A History of Nature Conservation and Cultural Landscape Preservation: Where do they intersect today in urban centers and beyond?

Historic Urban Landscape, HUL, is new. In 2011, UNESCO adopted HUL, the first instrument on the historic environment issued by UNESCO in 35 years. This lecture course explores backgrounds to HUL, asking how the new approach can also aid urban biodiversity threatened by climate change.

Since cultural landscapes were introduced into the World Heritage Convention (1992), nature conservation and the conservation of cultural heritage have found common ground in forest/agricultural/wildlife management; now HUL promises more. From the ACE Basin in South Carolina to the Curonian Spit in Lithuania or Rideau Canal in Canada, natural and cultural heritages contribute to sustainability through tourism and resource management. Such integrated management goes back to George Perkins Marsh; The Marsh-Billings-Rockefeller National Historical Park in Vermont perpetuates this legacy. The writings of Marsh (Man and Nature, 1864) are foundational in environmental history. Yet such thinking has roots in the early modern writings of Gilbert White (Selborne, 1789), brought to life in Mark Laird’s forthcoming A Natural History of English Gardening: 1650-1800.

Tracing the history of cultural landscape preservation alongside the history of cultural geographies over 100 years, the course is also a history of Professor Laird’s evolving engagement with heritage landscapes over 30 years.

Ranging from Austria to Canada and from Lithuania to the UK, some of the 981 World Heritage Sites are considered, exploring what is left out of protections as much as what is protected in urban centers. Its themes are activism, urbanism, sustainability and globalism, and, with open discussion of the fast-changing world of climate change, it offers scope for speculation. The instructor’s history lectures are supported by presentations from practitioners, and, with focused readings, students will submit one general paper and one independent study paper. The course is open to all in landscape architecture, architecture, and urban planning and design.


Work required.
Your answer must be only the lines below from the one containing "This screenshot has width=1288, height=936." through the one containing "This screenshot has width=949, height=471.", copied exactly, with the pictures left out.

Data for this task.

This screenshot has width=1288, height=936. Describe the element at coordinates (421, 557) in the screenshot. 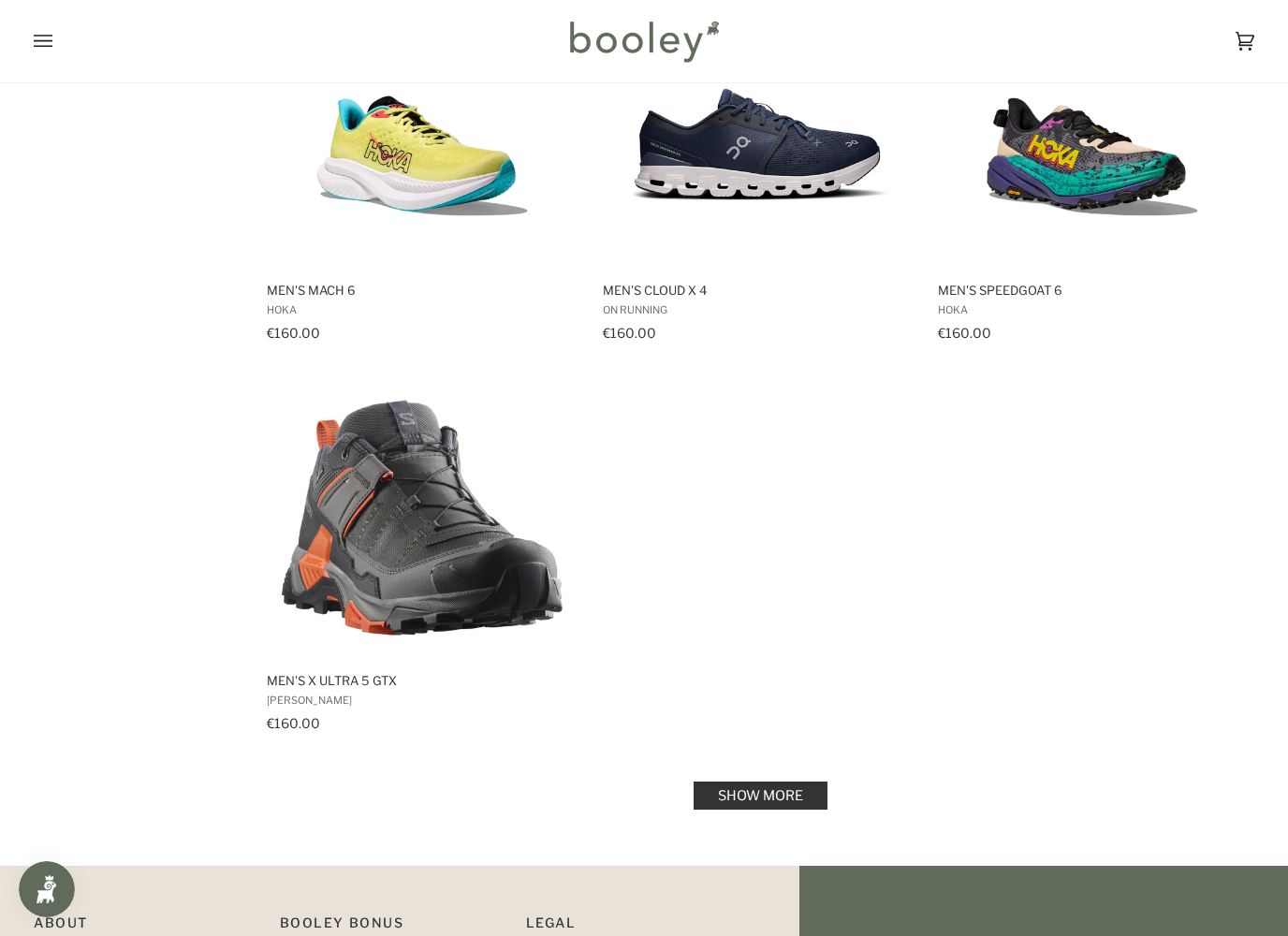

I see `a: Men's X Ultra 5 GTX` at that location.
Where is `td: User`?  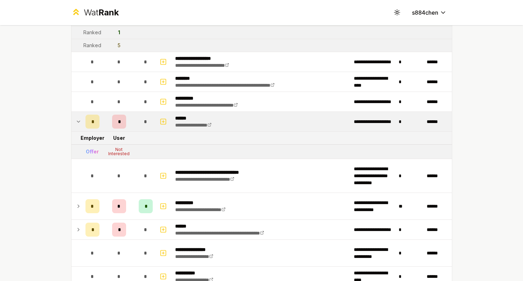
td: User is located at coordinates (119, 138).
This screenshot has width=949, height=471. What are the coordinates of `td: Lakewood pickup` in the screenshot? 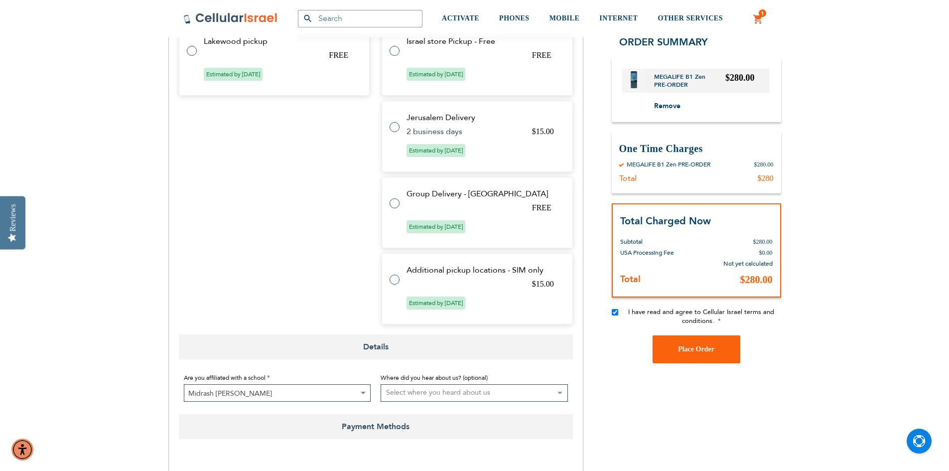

--

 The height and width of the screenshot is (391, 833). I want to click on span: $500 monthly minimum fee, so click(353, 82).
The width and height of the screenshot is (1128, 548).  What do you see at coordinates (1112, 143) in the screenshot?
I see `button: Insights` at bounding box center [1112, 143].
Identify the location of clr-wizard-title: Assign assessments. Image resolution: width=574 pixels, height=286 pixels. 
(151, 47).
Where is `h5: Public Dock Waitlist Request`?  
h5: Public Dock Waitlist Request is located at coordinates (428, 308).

* * *

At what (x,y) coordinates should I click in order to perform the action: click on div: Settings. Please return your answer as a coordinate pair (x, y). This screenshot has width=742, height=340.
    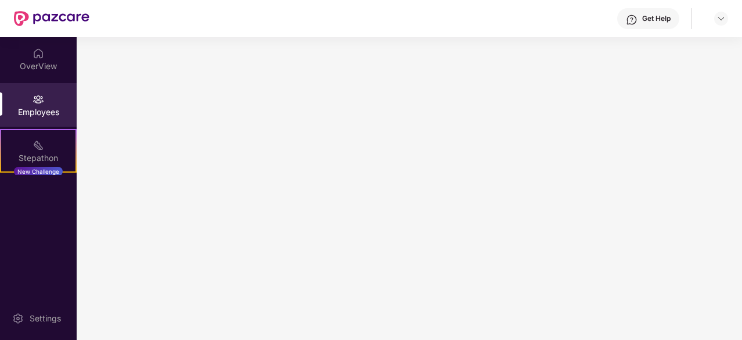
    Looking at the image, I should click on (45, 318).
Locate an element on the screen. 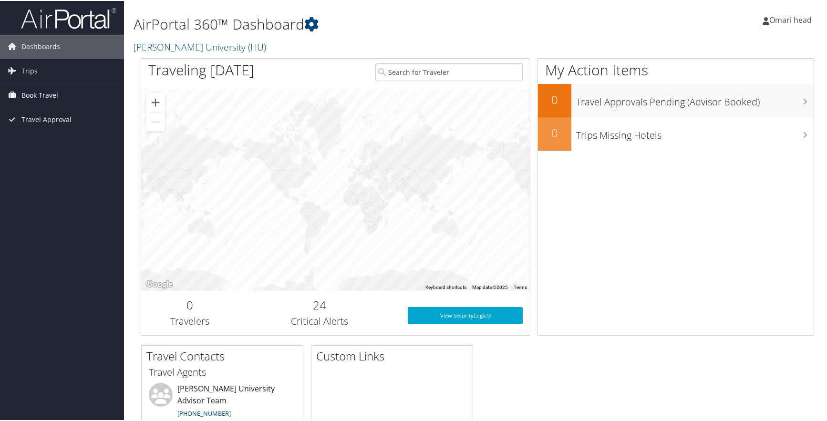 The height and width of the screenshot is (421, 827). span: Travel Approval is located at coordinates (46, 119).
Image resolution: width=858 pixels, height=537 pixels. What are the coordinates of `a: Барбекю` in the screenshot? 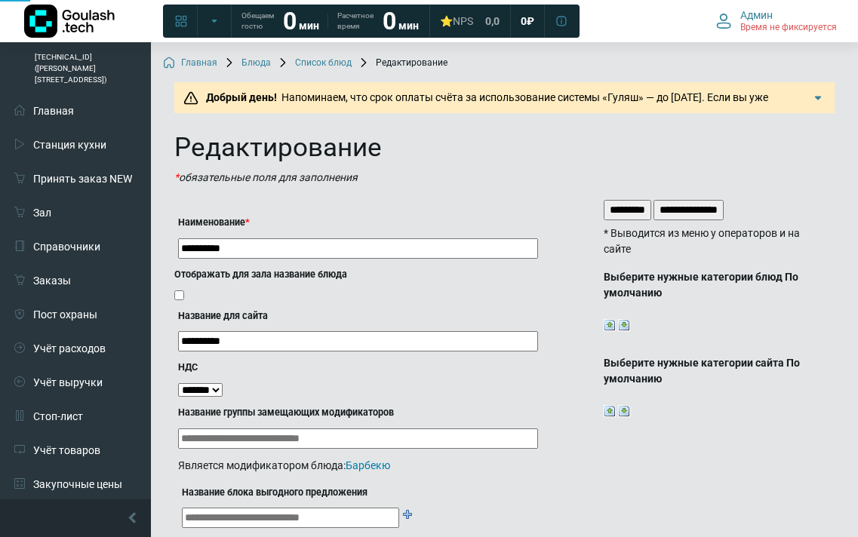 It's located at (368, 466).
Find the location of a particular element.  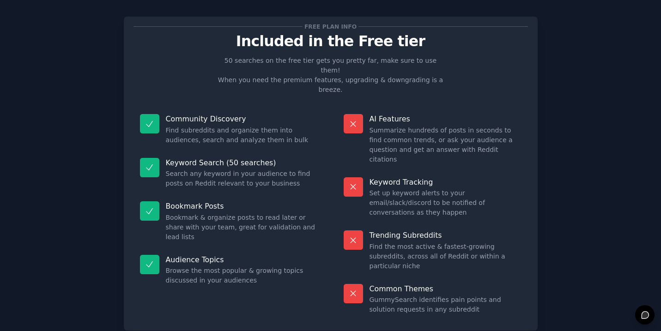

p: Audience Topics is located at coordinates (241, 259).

Your solution.
This screenshot has width=1288, height=936. Describe the element at coordinates (421, 557) in the screenshot. 

I see `a: Men's X Ultra 5 GTX` at that location.
Where is `td: User`?  
td: User is located at coordinates (119, 138).
This screenshot has width=949, height=471. What are the coordinates of `td: Lakewood pickup` in the screenshot? 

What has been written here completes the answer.